Surely the most extraordinary aspect of the criminal case against Elizabeth Holmes is the verdicts; out of eleven counts, she was guilty on only four, and acquitted of three relating to damage to patients. All the guilty verdicts related to the peculiarly American crime of wire fraud. As Matt Levine frequently points out, everything in the US is wire fraud, since it only needs one phone call or email to qualify. In the eyes of the jury, the misery, pain and distress inflicted on the victims of Theranos’ dud blood tests were insufficient for a guilty verdict.
The US justice system being what it is, there was always the chance that the jury would be seduced by Ms Holmes, just as so many big-shot investors had fallen for her charms. She is appealing against the verdicts, which to readers of Bad Blood, John Carreyrou’s brilliant account of the scandal, is hardly a surprise.
A significant proportion of the hundreds of millions of dollars the company raised from investors went not on the business it was supposed to be pursuing, but to hiring America’s most expensive lawyers. They were deployed against former employees, doctors who dared to suggest that the company’s finger-tip blood test was a sham, or Carreyrou’s employers at the Wall Street Journal. Intimidation by the threat of legal costs would have stopped a lesser investigation.
As others have pointed out, the atmosphere for high-risk start-ups in America has become more febrile rather than less in the years since Theranos collapsed. Wannabe investors with hundreds of millions to spend often have no time to do even the basic due diligence before someone else has stepped in, and you’ve missed the boat. For the rest of us, one moral of this story stands out: avoid any company which responds to criticism by reaching for rottweiler lawyers.
The MPC’s wake-up call
Someone in the Bank of England has a sense of humour. “Can’t we just print more money?” is a new publication which is surely aimed squarely at our financially incontinent prime minister. Unfortunately, it might also be aimed at the Monetary Policy Committee, which has been doing just that ever since the banking crisis 13 years ago, buying government debt with paper money it churns out of its Debden printing works.

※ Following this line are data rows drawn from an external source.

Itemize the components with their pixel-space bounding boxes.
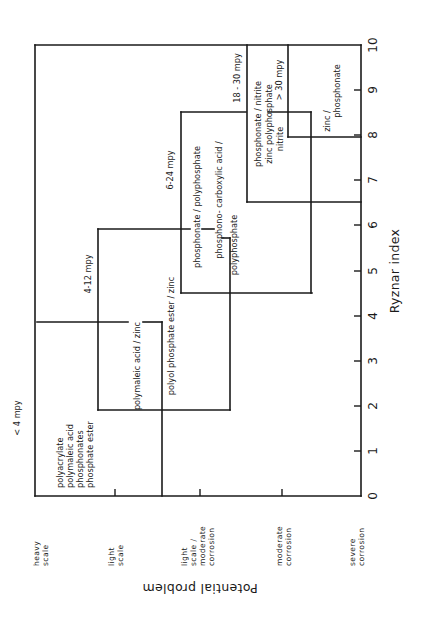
- tick-label-2: 2: [366, 402, 380, 410]
- tick-label-7: 7: [366, 176, 380, 184]
- category-light-moderate-line1: light: [180, 547, 189, 566]
- inhibitor-phosphonates: phosphonates: [75, 430, 85, 488]
- tick-label-5: 5: [366, 267, 380, 275]
- ryznar-axis: 0 1 2 3 4 5 6 7 8 9 10 Ryznar index: [354, 37, 402, 499]
- tick-label-8: 8: [366, 131, 380, 139]
- potential-problem-axis-title: Potential problem: [142, 581, 258, 596]
- tick-label-9: 9: [366, 86, 380, 94]
- inhibitor-phosphate-ester: phosphate ester: [85, 421, 95, 488]
- rate-label-lt4: < 4 mpy: [12, 400, 22, 435]
- inhibitor-zinc: zinc /: [322, 110, 332, 132]
- inhibitor-polymaleic-acid-zinc: polymaleic acid / zinc: [132, 322, 142, 410]
- category-light-moderate-line4: corrosion: [207, 527, 216, 566]
- inhibitor-nitrite: nitrite: [275, 127, 285, 152]
- inhibitor-polymaleic-acid: polymaleic acid: [65, 424, 75, 488]
- category-light-moderate-line3: moderate: [198, 526, 207, 566]
- ryznar-axis-title: Ryznar index: [387, 229, 402, 313]
- category-severe-corrosion-line2: corrosion: [357, 527, 366, 566]
- category-heavy-scale-line2: scale: [41, 544, 50, 566]
- inhibitor-phosphonate-polyphosphate: phosphonate / polyphosphate: [192, 146, 202, 268]
- rate-label-gt30: > 30 mpy: [274, 60, 284, 101]
- tick-label-6: 6: [366, 221, 380, 229]
- inhibitor-phosphonate: phosphonate: [332, 64, 342, 118]
- ryznar-diagram: 0 1 2 3 4 5 6 7 8 9 10 Ryznar index: [0, 0, 425, 622]
- category-severe-corrosion-line1: severe: [348, 538, 357, 566]
- inhibitors-lt4: polyacrylate polymaleic acid phosphonate…: [55, 421, 95, 488]
- rate-label-6-24: 6-24 mpy: [165, 150, 175, 189]
- rate-label-18-30: 18 - 30 mpy: [232, 53, 242, 103]
- rate-label-4-12: 4-12 mpy: [83, 254, 93, 293]
- inhibitor-phosphonate-nitrite: phosphonate / nitrite: [253, 81, 263, 167]
- inhibitor-polyol-phosphate-ester-zinc: polyol phosphate ester / zinc: [166, 277, 176, 395]
- category-light-scale-line1: light: [107, 547, 116, 566]
- tick-label-4: 4: [366, 312, 380, 320]
- category-heavy-scale-line1: heavy: [32, 541, 41, 566]
- category-moderate-corrosion-line1: moderate: [275, 526, 284, 566]
- category-light-scale-line2: scale: [116, 544, 125, 566]
- tick-label-0: 0: [366, 492, 380, 500]
- inhibitor-zinc-polyphosphate: zinc polyphosphate: [264, 84, 274, 164]
- category-ticks: [115, 489, 282, 496]
- category-moderate-corrosion-line2: corrosion: [284, 527, 293, 566]
- tick-label-10: 10: [366, 37, 380, 52]
- inhibitor-phosphono-carboxylic-acid: phosphono- carboxylic acid /: [214, 141, 224, 259]
- inhibitor-polyacrylate: polyacrylate: [55, 437, 65, 488]
- inhibitor-polyphosphate: polyphosphate: [229, 215, 239, 276]
- potential-problem-categories: heavy scale light scale light scale / mo…: [32, 526, 366, 566]
- tick-label-3: 3: [366, 357, 380, 365]
- tick-label-1: 1: [366, 447, 380, 455]
- category-light-moderate-line2: scale /: [189, 539, 198, 566]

This has had a magical effect on the price of the said debt, and has ensured that successive governments have been able to borrow unprecedented amounts at unprecedented rates, often close to zero. This process, called Quantitative Easing, has indeed been a magic money tree, but trees do not grow up to the sky, and this one is starting to look blighted.

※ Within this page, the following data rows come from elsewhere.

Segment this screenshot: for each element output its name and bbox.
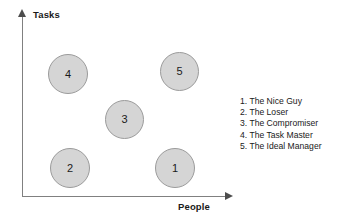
legend-item: 2. The Loser <box>240 107 322 118</box>
management-grid-diagram: Tasks People 12345 1. The Nice Guy2. The… <box>0 0 351 224</box>
y-axis-line <box>22 17 23 197</box>
y-axis-title: Tasks <box>33 9 60 20</box>
legend-item: 4. The Task Master <box>240 130 322 141</box>
legend-item: 5. The Ideal Manager <box>240 141 322 152</box>
data-point-1: 1 <box>155 148 195 188</box>
data-point-5: 5 <box>160 52 199 91</box>
x-axis-arrow-icon <box>225 192 233 200</box>
y-axis-arrow-icon <box>18 9 26 17</box>
x-axis-title: People <box>178 201 210 212</box>
legend-item: 3. The Compromiser <box>240 118 322 129</box>
x-axis-line <box>22 196 227 197</box>
data-point-4: 4 <box>48 54 88 94</box>
data-point-3: 3 <box>105 100 144 139</box>
legend-item: 1. The Nice Guy <box>240 96 322 107</box>
data-point-2: 2 <box>50 148 90 188</box>
legend: 1. The Nice Guy2. The Loser3. The Compro… <box>240 96 322 152</box>
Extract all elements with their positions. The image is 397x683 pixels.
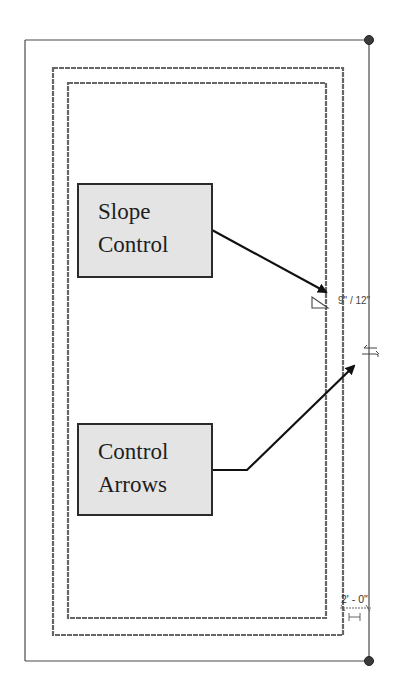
offset-dimension-label[interactable]: 2' - 0" (341, 593, 368, 605)
slope-control-callout: Slope Control (77, 183, 213, 278)
inner-wall-outline (68, 83, 326, 618)
outer-boundary[interactable] (25, 40, 369, 661)
slope-control-leader-arrow (212, 230, 326, 292)
roof-plan-diagram: 9" / 12" 2' - 0" Slope Control Control A… (0, 0, 397, 683)
grip-dot-icon[interactable] (365, 36, 374, 45)
middle-wall-outline (53, 68, 343, 635)
control-arrows-callout: Control Arrows (77, 423, 213, 516)
callout-line: Control (98, 435, 211, 468)
slope-value-label[interactable]: 9" / 12" (338, 295, 370, 307)
callout-line: Control (98, 228, 211, 261)
callout-line: Slope (98, 195, 211, 228)
offset-dimension[interactable] (340, 605, 371, 621)
callout-line: Arrows (98, 468, 211, 501)
control-arrows-leader-arrow (212, 366, 354, 470)
diagram-graphics (0, 0, 397, 683)
flip-arrows-icon[interactable] (362, 345, 379, 357)
grip-dot-icon[interactable] (365, 657, 374, 666)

It’s unfortunate that the book was not available to the MPC last year, when the first serious stirrings of inflation became apparent. Dismissed by the members as “transitory” and the result of covid-driven temporary shortages then, it is now getting established. This week Next, Britain’s most effective non-food retailer, forecast 6 per cent price rises for 2022.
Measured by the Retail Prices Index, which the Bank would rather we ignored, it is already over 7 per cent. Trades unions are gearing up their wage demands, while employers are having to raise wages to attract or keep employees. Energy costs have gone up dramatically. Manufacturers are raising their prices. Capital Economics now expects inflation measured by the Consumer Price Index to reach 7 per cent this year. The prospect of a wage-price spiral is very real, even before the cuts in living standards hit in April.
Perhaps the new publication, due out in May, will remind the MPC that its primary mandate is to keep the rise in the Consumer Price Index as close as possible to 2 per cent. As it is, the rise in Bank Rate to 0.25 per cent is hopelessly behind the curve the MPC is supposed to anticipate. So the answer to the question in the book is that, in the end, printing too much money leads to inflation, which, once established, needs the painful medicine of higher interest rates to stop.
All that glisters
Would you rather have a gold bar or a bitcoin? Neither carries any sort of guarantee, except that they will always have scarcity value, gold because it is hard to find, and bitcoin…well, because it has been designed to be limited to 21m coins, and each succeeding coin is more expensive to mine. Both are stores of value as long as people believe they are, in the case of gold a few thousand years, in the case of bitcoin a few thousand days.
Now the analysts at Goldman Sachs have decided that the coin will be a better store of value than the metal. The logic here is that the stock of bitcoin is currently worth less than a third of the $2.6 trillion stock of gold held as investment, so they suggest that each coin could be worth $100,000, or over twice today’s price, to get to a fifth of this “store of value” market.
Well, maybe. Bitcoin fans seem impervious to warnings that the whole edifice is little more than a sophisticated Ponzi scheme, and unlike the precious metal the coins are weightless and beyond the reach of Goldfinger thieves. Just don’t forget your access code.
Neil Collins co-hosts a weekly podcast, A Long Time In Finance, with Jonathan Ford, published every Friday. Listen on the Apple app or Spotify.